Researchers headed by Professor Yakov Korenman and Tatiana Kuchmenko, Doctor of Science (Chemistry), have produced a sensor which helps to quickly and accurately analyse the scent of meat; to identify the adipose and muscular tissue oxidation products through the piesoelectric microweighing method. The fact that meat stored in freezers deteriorates over time is well-known. This happens among other things due to interaction of meat tissues with atmospheric oxygen - the tissues get oxidized.
But this is difficult to determine by smell, and most importantly, a qualitative indicator not a quantitative one is required. A device is needed, which (in contrast to the nose of an average statistical person) is impossible to deceive by masking odours, for example - by spices. This particular effective, keen and selective device has been developed by the chemists. The authors suggest that the smell of meat, or more precisely - the gas phase above the meat surface - should be analyzed simultaneously with the help of several so-called electrodes.
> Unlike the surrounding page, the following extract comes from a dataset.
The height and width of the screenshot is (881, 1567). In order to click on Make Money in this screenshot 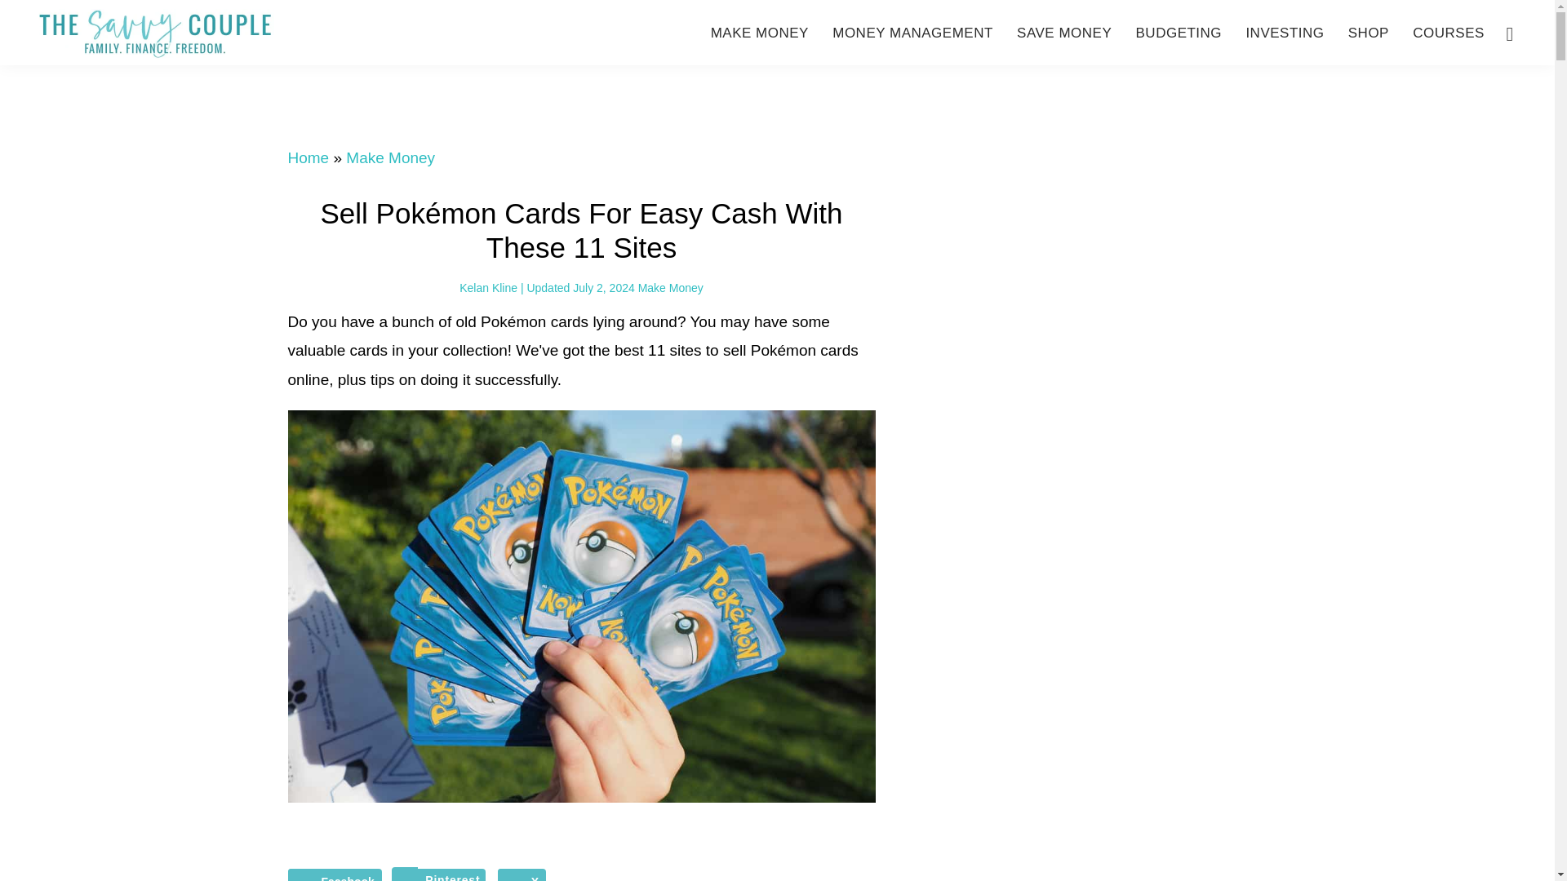, I will do `click(390, 158)`.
These are quartz plates, on the surface of which thin films of various substances are applied to efficiently catch the “smell components” - molecules evaporating from the surface of meat. As these molecules are rather diverse, there are several electrodes involved, each of them being covered with its own coating.
Dec 26, 2005
Medical News Today
_______________
A sensor developed by a team of analytical chemists of the Voronezh Technological Academy allows you to determine the quality of meat, to learn whether it is fresh, and how long it has been kept.
Researchers headed by Professor Yakov Korenman and Tatiana Kuchmenko, Doctor of Science (Chemistry), have produced a sensor which helps to quickly and accurately analyse the scent of meat; to identify the adipose and muscular tissue oxidation products through the piesoelectric microweighing method. The fact that meat stored in freezers deteriorates over time is well-known. This happens among other things due to interaction of meat tissues with atmospheric oxygen - the tissues get oxidized.
But this is difficult to determine by smell, and most importantly, a qualitative indicator not a quantitative one is required. A device is needed, which (in contrast to the nose of an average statistical person) is impossible to deceive by masking odours, for example - by spices. This particular effective, keen and selective device has been developed by the chemists. The authors suggest that the smell of meat, or more precisely - the gas phase above the meat surface - should be analyzed simultaneously with the help of several so-called electrodes.
These are quartz plates, on the surface of which thin films of various substances are applied to efficiently catch the “smell components” - molecules evaporating from the surface of meat. As these molecules are rather diverse, there are several electrodes involved, each of them being covered with its own coating.